Jubilee Iraq
October 3, 2003
Paul Bremer said at a Friday press briefing at the Pentagon.”I have to say that it is curious to me to have a country whose per capita income GDP (gross domestic product) is about $800 – that’ll be Iraq (when oil begins to flow at pre-war levels) – that a county that poor should be required to pay reparations to countries whose per capita GDP is a factor of 10 times that for a war which all of the Iraqis who are now in government opposed. So I think there needs to be a very serious look at this whole reparations issue.” Bremer said he didn’t know if the Governing Coucil had raised the issue of reperations with Kuwait and Saudi. He said Iraq should have an income of $19-20bn in 2005 with a budget cost of about $15bn, leaving $4-5bn for reconstruction costs. But debt service at 6% would cost at least $7bn.
MP Yousef al-Zalzalah told al-Watan: “Demanding that Kuwait of its own accord give up its rights is something unacceptable because the reparations are part of the big losses of the tyrannical (Iraqi) invasion.”
MP Daifallah Buramiya told the Arab Times: “If Bremer is so concerned about per capita income he has to demand dropping all of the United States of America debts on poor nations where per capita incomes don’t exceed $30 a year.”
Islamist MP Khaled al-Adwa said: “The Iraqi occupation happened, so the past political leadership or the one that follows it must bear responsibility for that occupation.”
Islamist MP Walid al-Tabtabai said: “So how can such a (U.S.) call be made?” Tabtabai asked. “We will reject this call which robs the Kuwaiti people of what rightfully belongs to it.”
If response to the issue of whether US reconstruction funds should be loans not grants, Bremer said: “The problem with that argument is, at least if you look at it from my perspective, the Iraqis have more than $200 billion in overhang from debt and reparations. This is a big chunk of change. And although the reparations don’t carry an interest rate, if you just take the debt – it’s about 124, 125 billion (dollars); nobody’s quite sure – and if you assume that that debt carried an average interest rate of, say, 6 percent, which is the rate these days, that would mean a debt service amount of $7 billion a year.
Well, I just went through what the likely budget looks like in 2005, when we finally get our nose above water, and we’re only going to have $5 billion more than we’re going to spend. So the debt servicing, in other words, would bankrupt the country in 2005, if you just take my back-of-the-envelope calculations.
So it’s very difficult to see how a country which now has no means of repaying these debts should have more debt laid on it by the United States. And therefore, I’ve made the point that I think it’s a mistake to try to attach future revenues, to try to have a loan as part of this thing. It seems to me this will put an unnecessary burden on a country when what we’re trying to do is get this country stable and so it can go forward.
And again – I hesitate to repeat what I said often on the Hill – let’s not repeat the mistake of the Versailles Treaty in 1919, which laid very heavy reparations on Germany and which contributed directly to the morass of unrest, instability and despair which led to Adolf Hitler’s election.”
And also: “I said not a dollar (of US money) – not a dime was the suggestion of one congressman – should go to repaying those debts.”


Answer with one figure only, the number of lines below in which "Messenger" occurs.

[[ RECORDS FOR THIS TASK, beginning ]]

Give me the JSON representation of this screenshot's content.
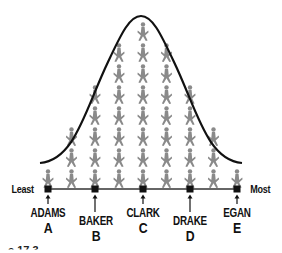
{
  "diagram": {
    "type": "normal-distribution-pictogram",
    "curve_color": "#111111",
    "figure_color": "#8a8a8a",
    "axis": {
      "left_label": "Least",
      "right_label": "Most"
    },
    "columns": [
      {
        "count": 1
      },
      {
        "count": 3
      },
      {
        "count": 5
      },
      {
        "count": 7
      },
      {
        "count": 8
      },
      {
        "count": 7
      },
      {
        "count": 5
      },
      {
        "count": 3
      },
      {
        "count": 1
      }
    ],
    "markers": [
      {
        "name": "ADAMS",
        "letter": "A"
      },
      {
        "name": "BAKER",
        "letter": "B"
      },
      {
        "name": "CLARK",
        "letter": "C"
      },
      {
        "name": "DRAKE",
        "letter": "D"
      },
      {
        "name": "EGAN",
        "letter": "E"
      }
    ],
    "caption_fragment": "e 17.3"
  }
}
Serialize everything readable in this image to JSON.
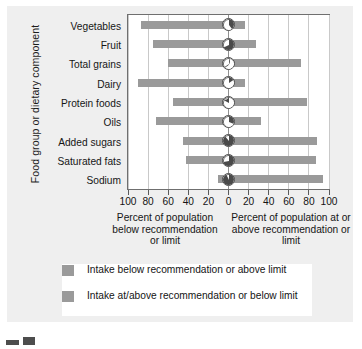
{
  "chart_data": {
    "type": "bar",
    "subtype": "diverging-horizontal",
    "title": "",
    "xlabel_left": "Percent of population below recommendation or limit",
    "xlabel_right": "Percent of population at or above recommendation or limit",
    "ylabel": "Food group or dietary component",
    "categories": [
      "Vegetables",
      "Fruit",
      "Total grains",
      "Dairy",
      "Protein foods",
      "Oils",
      "Added sugars",
      "Saturated fats",
      "Sodium"
    ],
    "series": [
      {
        "name": "Intake below recommendation or above limit",
        "values": [
          87,
          75,
          60,
          90,
          55,
          72,
          45,
          42,
          10
        ]
      },
      {
        "name": "Intake at/above recommendation or below limit",
        "values": [
          13,
          25,
          40,
          10,
          45,
          28,
          55,
          58,
          90
        ]
      }
    ],
    "bar_extents_percent": [
      {
        "category": "Vegetables",
        "left": 87,
        "right": 16
      },
      {
        "category": "Fruit",
        "left": 75,
        "right": 27
      },
      {
        "category": "Total grains",
        "left": 60,
        "right": 72
      },
      {
        "category": "Dairy",
        "left": 90,
        "right": 16
      },
      {
        "category": "Protein foods",
        "left": 55,
        "right": 78
      },
      {
        "category": "Oils",
        "left": 72,
        "right": 32
      },
      {
        "category": "Added sugars",
        "left": 45,
        "right": 88
      },
      {
        "category": "Saturated fats",
        "left": 42,
        "right": 87
      },
      {
        "category": "Sodium",
        "left": 10,
        "right": 94
      }
    ],
    "xticks_left": [
      "100",
      "80",
      "60",
      "40",
      "20"
    ],
    "xtick_center": "0",
    "xticks_right": [
      "20",
      "40",
      "60",
      "80",
      "100"
    ],
    "xlim": [
      -100,
      100
    ],
    "xtick_step": 20,
    "grid": true,
    "legend_position": "bottom",
    "colors": {
      "bar": "#9a9a9a",
      "grid": "#c9c9c9",
      "axis": "#6f6f6f",
      "panel": "#efefef",
      "plot_background": "#ffffff",
      "text": "#141414"
    }
  },
  "xaxis": {
    "labels_left": [
      "100",
      "80",
      "60",
      "40",
      "20"
    ],
    "label_center": "0",
    "labels_right": [
      "20",
      "40",
      "60",
      "80",
      "100"
    ],
    "caption_left": "Percent of population below recommendation or limit",
    "caption_right": "Percent of population at or above recommendation or limit"
  },
  "yaxis": {
    "title": "Food group or dietary component",
    "categories": [
      "Vegetables",
      "Fruit",
      "Total grains",
      "Dairy",
      "Protein foods",
      "Oils",
      "Added sugars",
      "Saturated fats",
      "Sodium"
    ]
  },
  "legend": {
    "items": [
      {
        "label": "Intake below recommendation or above limit",
        "color": "#9a9a9a"
      },
      {
        "label": "Intake at/above recommendation or below limit",
        "color": "#9a9a9a"
      }
    ]
  }
}
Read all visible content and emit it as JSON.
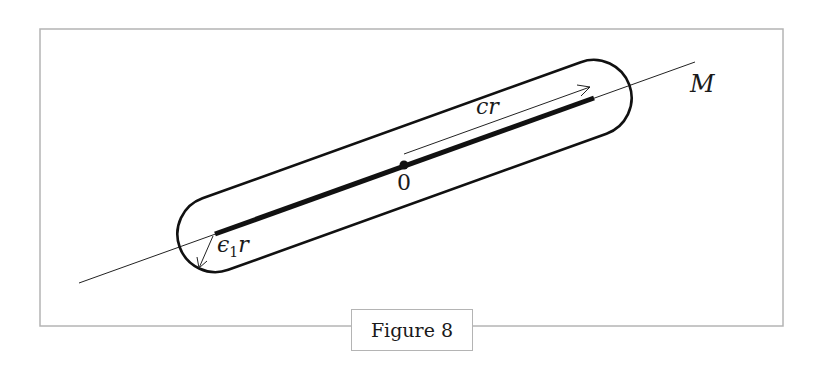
{
  "figure": {
    "caption": "Figure 8",
    "labels": {
      "origin": "0",
      "manifold": "M",
      "half_length": "cr",
      "radius_eps": "ϵ",
      "radius_sub": "1",
      "radius_r": "r"
    },
    "colors": {
      "frame": "#b4b4b4",
      "ink": "#111111"
    }
  }
}
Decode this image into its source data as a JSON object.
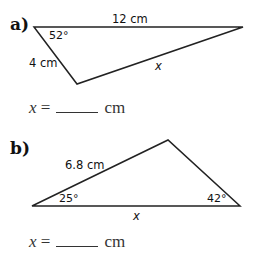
{
  "problems": [
    {
      "label": "a)",
      "triangle": {
        "side_top": "12 cm",
        "side_left": "4 cm",
        "side_unknown": "x",
        "angle": "52°"
      },
      "answer": {
        "variable": "x",
        "equals": "=",
        "unit": "cm"
      }
    },
    {
      "label": "b)",
      "triangle": {
        "side_left": "6.8 cm",
        "side_unknown": "x",
        "angle_left": "25°",
        "angle_right": "42°"
      },
      "answer": {
        "variable": "x",
        "equals": "=",
        "unit": "cm"
      }
    }
  ]
}
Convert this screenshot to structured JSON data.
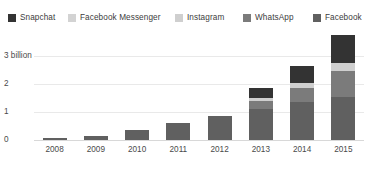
{
  "legend": {
    "items": [
      {
        "label": "Snapchat",
        "color": "#333333",
        "icon": "legend-swatch-icon"
      },
      {
        "label": "Facebook Messenger",
        "color": "#d3d3d3",
        "icon": "legend-swatch-icon"
      },
      {
        "label": "Instagram",
        "color": "#cfcfcf",
        "icon": "legend-swatch-icon"
      },
      {
        "label": "WhatsApp",
        "color": "#7b7b7b",
        "icon": "legend-swatch-icon"
      },
      {
        "label": "Facebook",
        "color": "#606060",
        "icon": "legend-swatch-icon"
      }
    ]
  },
  "axes": {
    "yticks": [
      "3 billion",
      "2",
      "1",
      "0"
    ],
    "xticks": [
      "2008",
      "2009",
      "2010",
      "2011",
      "2012",
      "2013",
      "2014",
      "2015"
    ]
  },
  "footnote": "",
  "chart_data": {
    "type": "bar",
    "stacked": true,
    "title": "",
    "subtitle": "",
    "xlabel": "",
    "ylabel": "",
    "unit": "billion monthly active users",
    "ylim": [
      0,
      3
    ],
    "yticks": [
      0,
      1,
      2,
      3
    ],
    "ytick_labels": [
      "0",
      "1",
      "2",
      "3 billion"
    ],
    "grid": true,
    "legend_position": "top",
    "categories": [
      "2008",
      "2009",
      "2010",
      "2011",
      "2012",
      "2013",
      "2014",
      "2015"
    ],
    "series": [
      {
        "name": "Facebook",
        "color": "#606060",
        "values": [
          0.06,
          0.15,
          0.35,
          0.6,
          0.85,
          1.1,
          1.35,
          1.55
        ]
      },
      {
        "name": "WhatsApp",
        "color": "#7b7b7b",
        "values": [
          0,
          0,
          0,
          0,
          0,
          0.3,
          0.5,
          0.9
        ]
      },
      {
        "name": "Instagram",
        "color": "#cfcfcf",
        "values": [
          0,
          0,
          0,
          0,
          0,
          0.1,
          0.2,
          0.3
        ]
      },
      {
        "name": "Facebook Messenger",
        "color": "#d3d3d3",
        "values": [
          0,
          0,
          0,
          0,
          0,
          0,
          0,
          0
        ]
      },
      {
        "name": "Snapchat",
        "color": "#333333",
        "values": [
          0,
          0,
          0,
          0,
          0,
          0.35,
          0.6,
          1.0
        ]
      }
    ],
    "totals": [
      0.06,
      0.15,
      0.35,
      0.6,
      0.85,
      1.85,
      2.65,
      3.75
    ]
  }
}
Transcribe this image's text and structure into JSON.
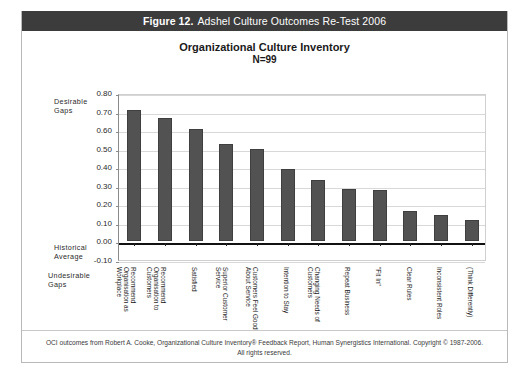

[[ RECORDS FOR THIS TASK, end ]]

- REPLY TO THE EXERCISE -
2